Astronomers produce most detailed sensitive image ever of ancient star cluster

A global team of astronomers including an Iranian scientist named Arash Bahramian have created the most sensitive radio image ever of a globular cluster, an ancient ball of tightly-packed stars. 

The image is of the second brightest globular cluster in the night sky—known as 47 Tucanae—and was produced by a team led by the Curtin University node of the International Centre for Radio Astronomy Research (ICRAR) in Western Australia. 

The scientists also detected a previously undiscovered radio signal from the centre of the cluster. 

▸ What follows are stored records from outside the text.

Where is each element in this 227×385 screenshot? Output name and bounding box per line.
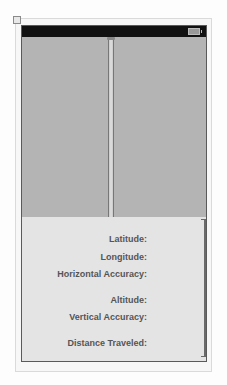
latitude-label: Latitude: [109, 234, 147, 244]
resize-handle-icon[interactable] [13, 16, 21, 24]
device-view-controller: Latitude: Longitude: Horizontal Accuracy… [21, 25, 207, 362]
battery-icon [188, 28, 200, 35]
map-view[interactable] [22, 37, 206, 217]
status-bar [22, 26, 206, 37]
vertical-accuracy-label: Vertical Accuracy: [69, 312, 147, 322]
splitter-top-cap-icon [107, 37, 115, 40]
horizontal-accuracy-label: Horizontal Accuracy: [57, 269, 147, 279]
location-info-panel: Latitude: Longitude: Horizontal Accuracy… [22, 217, 206, 361]
longitude-label: Longitude: [101, 252, 148, 262]
vertical-splitter-handle[interactable] [108, 38, 114, 220]
distance-traveled-label: Distance Traveled: [67, 338, 147, 348]
altitude-label: Altitude: [111, 295, 148, 305]
vertical-constraint-bar[interactable] [204, 219, 206, 357]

Astronomer Dr Arash Bahramian, from ICRAR’s Curtin University node, says star clusters are an ancient relic of the early Universe. “Globular clusters are very old, giant balls of stars that we see around the Milky Way,” he said. 

They’re incredibly dense, with tens of thousands to millions of stars packed together in a sphere, he added. 

“Our image is of 47 Tucanae, one of the most massive globular clusters in the galaxy. It has over a million stars and a very bright, very dense core.” 

Dr Bahramian said the ultra-sensitive image was created from more than 450 hours of observations on CSIRO’s Australia Telescope Compact Array (ATCA), on Gomeroi Country. It is the deepest, most sensitive radio image ever compiled by any Australian radio telescope. 

Dr Bahramian said 47 Tucanae can be seen with the naked eye, and was first catalogued in the 1700s. 

But he said imaging it in such great detail allowed astronomers to discover an incredibly faint radio signal at the centre of the cluster that had not been detected before. 

Lead author Dr. Alessandro Paduano, from ICRAR’s Curtin University node, said the detection of the signal was an exciting discovery and could be attributed to one of two possibilities. 

“The first is that 47 Tucanae could contain a black hole with a mass somewhere between the supermassive black holes found in the centers of galaxies and the stellar black holes created by collapsed stars.” he said. 

“While intermediate-mass black holes are thought to exist in globular clusters, there hasn’t been a clear detection of one yet,” he added.